I have been thinking a lot about the political psychology of American citizens. One of my litmus tests is war crimes. Why do almost all Americans apply a double standard for war crimes and crimes against humanity? I have found this to be just as true of most "progressives" and liberals as of conservative Americans.

To get at the heart of that matter, I have been studying the history of relations between the United States of America and Japan (See The U.S. Bullies Japan in the 1850's). These relations started while Franklin Pierce was President of the United States. Yet like most Americans, I know little about President Pierce.

It turns out (I am garnering this from Bailey's The American Pageant, but you can look at the President Franklin Pierce Wikipedia page) Pierce was a member of the Democratic Party. He was from New Hampshire, where he had worked his way up from the state legislature to the U.S. Senate. He sounds a bit like Barack: "youngish, erect, smiling, and convivial." The Democratic Party at the time was many things, but foremost it was the party of slavery. "As a pro-Southern Northerner he was acceptable to the slavery wing of the Democratic Party." [Bailey p. 384-385]

Pierce's main opponent was the Whig Party candidate, General Winfield Scott. But the Whigs were divided internally over the slavery question, with the Southern Whigs of course for slavery and the Northern Whigs mostly against it. Scott's campaign was inept. Pierce won with 1.6 million popular votes to 1.4 million for Scott.

More important in retrospect, but obscure at the time, other parties took about 6% of the vote. John P. Hale of the Free Soil party picked up 6% of the vote. This party would become the nucleus of the Republican Party, which would first field a presidential candidate in 1856.

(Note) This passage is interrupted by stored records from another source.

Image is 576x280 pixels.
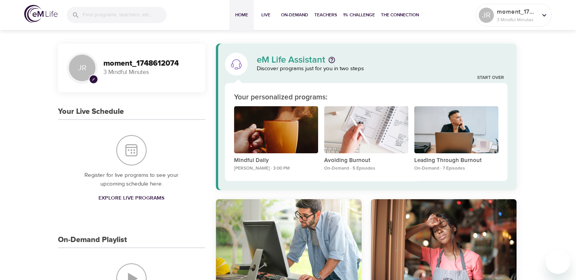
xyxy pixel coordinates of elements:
[479,8,494,23] div: JR
[324,165,409,172] p: On-Demand · 5 Episodes
[103,59,196,68] h3: moment_1748612074
[415,156,499,165] p: Leading Through Burnout
[96,191,168,205] a: Explore Live Programs
[497,7,537,16] p: moment_1748612074
[99,193,164,203] span: Explore Live Programs
[234,92,328,103] p: Your personalized programs:
[257,11,275,19] span: Live
[257,55,326,64] p: eM Life Assistant
[73,171,190,188] p: Register for live programs to see your upcoming schedule here.
[415,165,499,172] p: On-Demand · 7 Episodes
[67,53,97,83] div: JR
[58,235,127,244] h3: On-Demand Playlist
[343,11,375,19] span: 1% Challenge
[116,135,147,165] img: Your Live Schedule
[234,106,318,157] button: Mindful Daily
[234,156,318,165] p: Mindful Daily
[324,156,409,165] p: Avoiding Burnout
[281,11,308,19] span: On-Demand
[497,16,537,23] p: 3 Mindful Minutes
[381,11,419,19] span: The Connection
[315,11,337,19] span: Teachers
[546,249,570,274] iframe: Button to launch messaging window
[103,68,196,77] p: 3 Mindful Minutes
[234,165,318,172] p: [PERSON_NAME] · 3:00 PM
[233,11,251,19] span: Home
[324,106,409,157] button: Avoiding Burnout
[58,107,124,116] h3: Your Live Schedule
[415,106,499,157] button: Leading Through Burnout
[83,7,167,23] input: Find programs, teachers, etc...
[24,5,58,23] img: logo
[477,75,504,81] a: Start Over
[230,58,243,70] img: eM Life Assistant
[257,64,508,73] p: Discover programs just for you in two steps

Pierce's Presidency was as predatory as any in U.S. history. His Secretary of War was Jefferson Davis, who would later become President of the Confederate States of America. The Democratic Party had, as a goal, acquiring more territory where slavery would be legal. The new territories recently muscled away from Mexico would mostly become Free states. Cuba was the prime target, but ironically it would be the Republicans who grabbed Cuba later in the century. Anti-slavery Americans killed the Pierce administration's attempt to buy Cuba.

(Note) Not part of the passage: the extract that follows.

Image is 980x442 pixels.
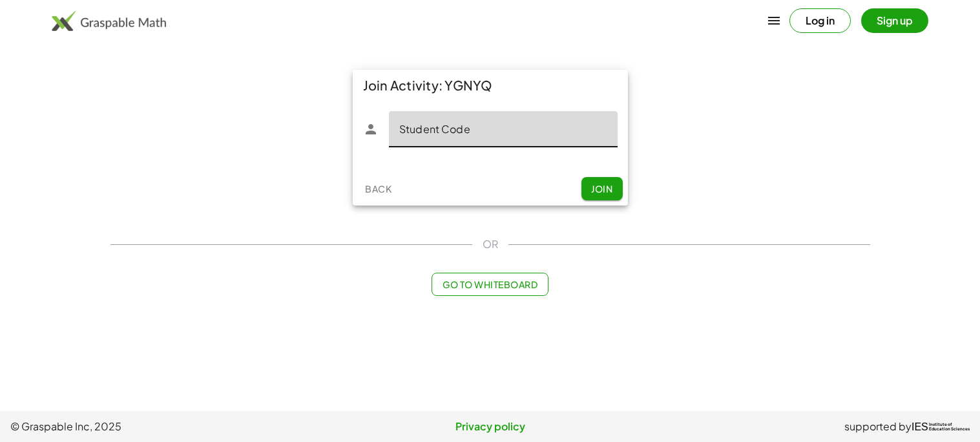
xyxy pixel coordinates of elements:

However, Pierce did preside over the Gadsden Purchase.

The pro-slavery Democrats thought they won a victory in the Kansas-Nebraska Act of 1854. Instead they re-opened the slavery question that most people that had been settled by the Missouri Compromise. Both the Whigs and the Democrats had both pro-slavery and anti-slavery wings, but the anti-slavery wing of the Democrats was weak. As the abolition of slavery increasingly became an issue, anti-slavery Democrats defected to the new Republican Party.

We like say things like, "it was President Pierce who sent a war fleet under Perry to attack Japan in 1854." But Franklin Pierce just happened to be President when the ruling elite of this nation decided Japan's time was up. Winfield Scott would have done the same thing. At least in 1852 electing a civilian, rather than a general, did not affect the level of aggression in U.S. foreign policy.

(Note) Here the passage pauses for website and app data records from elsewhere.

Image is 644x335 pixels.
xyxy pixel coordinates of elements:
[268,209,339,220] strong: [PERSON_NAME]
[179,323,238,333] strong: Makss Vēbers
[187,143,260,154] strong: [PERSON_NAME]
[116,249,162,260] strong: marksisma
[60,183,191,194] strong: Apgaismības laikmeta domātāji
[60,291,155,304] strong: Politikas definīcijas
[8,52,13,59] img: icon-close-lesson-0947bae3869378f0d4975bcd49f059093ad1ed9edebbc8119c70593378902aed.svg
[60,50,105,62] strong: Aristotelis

There have been some truly powerful Presidents in U.S. history, notably Abraham Lincoln and Franklin Delano Roosevelt. But most U.S. Presidents can exercise their judgment only over a limited set of options. Those options are presented by the ruling class. In Pierce's era that ruling class consisted mainly of slavers and other very wealthy business people. They wanted to exploit China and Japan; they wanted to build railroads; they wanted to advance the industrial revolution. And they did.